In light of health sector experts and experiences of other countries, the nation is taking a very important decision today,” Prime Minister Narendra Modi announced in a televised address to the Indian nation on March 24. “From midnight tonight onwards, the entire country, please listen carefully, the entire country shall go under complete lockdown.” For a full three weeks, no one would be permitted to step outside his or her home—a drastic and unprecedented imposition of isolation and quarantine on 1.3 billion people in a bid to contain the spread of COVID-19.
The authorities have since eased the curfew somewhat to permit people to buy food and other necessities. But can such draconian measures, copied in part from China, contain the pandemic in such a densely populated developing country as India? My decades of experience as a public health scientist living and working in Kolkata, a city with a population density of 63,000 per square mile, indicate that such a one-size-fits-all strategy, which lumps together communities with diverse occupations and living conditions, is likely to fail.
Yesterday, I walked past a bazaar frequented by slum residents, where perhaps a thousand people were buying and selling vegetables in an area of less than 600 square feet. More than 40 percent of the city’s population lives in slums, where three or four individuals share a single room with an average floor space of seven square feet. To them, social distancing or home quarantine can only feel like a cruel joke. In recent days, individuals in three slums in Mumbai, where living conditions are just as cramped, have tested positive for COVID-19. The virus could spread uncontrollably in these slums during the lockdown—inevitably escaping into the general population.
Many Indian cities also have extensive red-light districts. For example, more than 5,000 sex workers, whose profession heightens their risk of contracting and transmitting COVID-19, live in the Sonagachi area of north Kolkata. Curtains divide the single room that they and their families occupy into several sections, used for work, sleep, cooking and other activities. (At present, most sex workers in Sonagachi are not entertaining clients for fear of contracting the disease, but when they do, their children either play on the street or are cared for by retired sex workers.) If any of them becomes infected, how can they isolate themselves to protect family members and others? In addition, between 15 and 20 percent of the populations of Mumbai and Kolkata, including children, live on the streets and use public toilets with limited access to soap and water. How can they wash their hands repeatedly to avoid infection?
Just as worrisome is the plight of India’s migrant workers, who number around 50 million. The drastic lockdown brought the nation’s economy to a standstill and left millions of workers in the informal sector, who live hand-to-mouth in the best of times, without jobs or food. With virtually all transport halted, many began to return to their homes, often hundreds of miles away, in any way they could—even walking for days. Press reports indicate that hunger, thirst and exhaustion during this reverse migration have already killed at least 25. Eventually some state governments provided buses, into which the men and women crammed for journeys that would take hours. Some of them could well be infected with COVID-19, which they will likely transmit to other passengers—seeding the pandemic in pockets across rural India. Belatedly becoming aware of this possibility, diverse authorities have resorted to incarcerating returnees or even, on one occasion, spraying them with a disinfectant.
A frequent problem with public health interventions, including this one, is the real and enormous social distance between those who develop them and those they impact. Strategists often fail to consider the living conditions, occupations and other characteristics of the communities and individuals they are seeking to help. Such top-down, authoritarian measures cannot contain the spread of any infections in a nation with such high levels of poverty. Instead, public health authorities and civil society need to mobilize each community and enable it to work out its own strategy for self-protection.
Vulnerable groups such as slum dwellers, sex workers and migrant workers are fully capable of changing their behavior to fend off a novel threat to their health, as evinced by the success of HIV intervention programs in India. These are based on the so-called Sonagachi model, developed by sex workers and myself in the 1990s, in which those who are at greatest risk of infection participate in designing and implementing strategies to protect themselves. When last measured in 2017, the HIV transmission rates in Sonagachi, where a sex-workers’ collective called Durbar (meaning “unstoppable”) runs the ongoing effort to contain AIDS, were as low as 1.4 percent.
Durbar currently has more than 50,000 members in 48 branches across the state of West Bengal. In early March, I worked with Durbar’s health outreach personnel, many of whom are retired or part-time sex workers trained for the purpose, to raise awareness of the new danger. We advised sex workers to reject clients who had fever, cough or other symptoms of COVID-19; to bathe or at least wash up after each session; and to inform us if they developed any symptoms so that we could arrange for tests. Now that they can no longer earn, Durbar is crowdfunding to buy and distribute food grains so that the community does not starve, as well as soap, sanitizers and masks to fend off the coronavirus to the extent possible. Across India, ordinary citizens and non-governmental organizations are organizing similar relief and protection efforts for migrants and the urban poor.
We may have to live with COVID-19 and many more such viral illnesses for years to come. To survive them, Indians need to find the political will to redesign our public health system to serve the public—not to punish it.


Prompt:
Take the listing and give it again exactly, from its first line to its last line.
● ● ●
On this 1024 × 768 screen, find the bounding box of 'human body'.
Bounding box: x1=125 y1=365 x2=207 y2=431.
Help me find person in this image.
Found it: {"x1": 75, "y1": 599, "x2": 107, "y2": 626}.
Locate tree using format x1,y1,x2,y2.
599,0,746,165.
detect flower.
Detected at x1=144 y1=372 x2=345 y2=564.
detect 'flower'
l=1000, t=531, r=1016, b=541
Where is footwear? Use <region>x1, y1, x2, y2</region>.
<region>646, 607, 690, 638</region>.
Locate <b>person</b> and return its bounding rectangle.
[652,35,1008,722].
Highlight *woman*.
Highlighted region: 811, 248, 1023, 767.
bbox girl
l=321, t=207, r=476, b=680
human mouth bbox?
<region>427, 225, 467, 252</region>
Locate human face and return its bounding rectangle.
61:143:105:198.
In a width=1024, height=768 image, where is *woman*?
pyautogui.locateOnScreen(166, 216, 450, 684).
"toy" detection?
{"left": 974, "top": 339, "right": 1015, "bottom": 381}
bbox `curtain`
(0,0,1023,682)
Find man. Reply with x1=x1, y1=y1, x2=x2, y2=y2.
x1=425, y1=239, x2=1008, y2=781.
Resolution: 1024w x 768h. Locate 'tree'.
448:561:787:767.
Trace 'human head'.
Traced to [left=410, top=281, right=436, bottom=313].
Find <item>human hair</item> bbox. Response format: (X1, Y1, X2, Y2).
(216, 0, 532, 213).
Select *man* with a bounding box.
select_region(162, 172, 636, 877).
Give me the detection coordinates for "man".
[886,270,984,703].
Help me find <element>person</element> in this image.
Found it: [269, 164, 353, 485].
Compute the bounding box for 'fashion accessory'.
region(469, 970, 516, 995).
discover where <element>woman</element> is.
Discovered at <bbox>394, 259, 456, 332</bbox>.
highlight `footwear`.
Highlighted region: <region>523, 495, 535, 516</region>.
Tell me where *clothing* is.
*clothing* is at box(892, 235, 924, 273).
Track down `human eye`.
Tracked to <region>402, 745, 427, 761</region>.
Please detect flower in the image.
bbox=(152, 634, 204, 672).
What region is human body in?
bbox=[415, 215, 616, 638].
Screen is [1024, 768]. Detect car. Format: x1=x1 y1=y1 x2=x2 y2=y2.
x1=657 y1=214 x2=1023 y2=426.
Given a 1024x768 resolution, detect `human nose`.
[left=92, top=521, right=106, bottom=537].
● ● ●
Solution for this task:
On this 1024 × 768 screen, find the bounding box of 'human body'.
Bounding box: x1=125 y1=365 x2=207 y2=431.
Help me find person in this image.
Found it: {"x1": 75, "y1": 599, "x2": 107, "y2": 626}.
Locate tree using format x1,y1,x2,y2.
599,0,746,165.
detect flower.
Detected at x1=144 y1=372 x2=345 y2=564.
detect 'flower'
l=1000, t=531, r=1016, b=541
Where is footwear? Use <region>x1, y1, x2, y2</region>.
<region>646, 607, 690, 638</region>.
Locate <b>person</b> and return its bounding rectangle.
[652,35,1008,722].
Highlight *woman*.
Highlighted region: 811, 248, 1023, 767.
bbox girl
l=321, t=207, r=476, b=680
human mouth bbox?
<region>427, 225, 467, 252</region>
Locate human face and return its bounding rectangle.
61:143:105:198.
In a width=1024, height=768 image, where is *woman*?
pyautogui.locateOnScreen(166, 216, 450, 684).
"toy" detection?
{"left": 974, "top": 339, "right": 1015, "bottom": 381}
bbox `curtain`
(0,0,1023,682)
Find man. Reply with x1=x1, y1=y1, x2=x2, y2=y2.
x1=425, y1=239, x2=1008, y2=781.
Resolution: 1024w x 768h. Locate 'tree'.
448:561:787:767.
Trace 'human head'.
Traced to [left=410, top=281, right=436, bottom=313].
Find <item>human hair</item> bbox. Response format: (X1, Y1, X2, Y2).
(216, 0, 532, 213).
Select *man* with a bounding box.
select_region(162, 172, 636, 877).
Give me the detection coordinates for "man".
[886,270,984,703].
Help me find <element>person</element> in this image.
Found it: [269, 164, 353, 485].
Compute the bounding box for 'fashion accessory'.
region(469, 970, 516, 995).
discover where <element>woman</element> is.
Discovered at <bbox>394, 259, 456, 332</bbox>.
highlight `footwear`.
Highlighted region: <region>523, 495, 535, 516</region>.
Tell me where *clothing* is.
*clothing* is at box(892, 235, 924, 273).
Track down `human eye`.
Tracked to <region>402, 745, 427, 761</region>.
Please detect flower in the image.
bbox=(152, 634, 204, 672).
What region is human body in?
bbox=[415, 215, 616, 638].
Screen is [1024, 768]. Detect car. Format: x1=x1 y1=y1 x2=x2 y2=y2.
x1=657 y1=214 x2=1023 y2=426.
Given a 1024x768 resolution, detect `human nose`.
[left=92, top=521, right=106, bottom=537].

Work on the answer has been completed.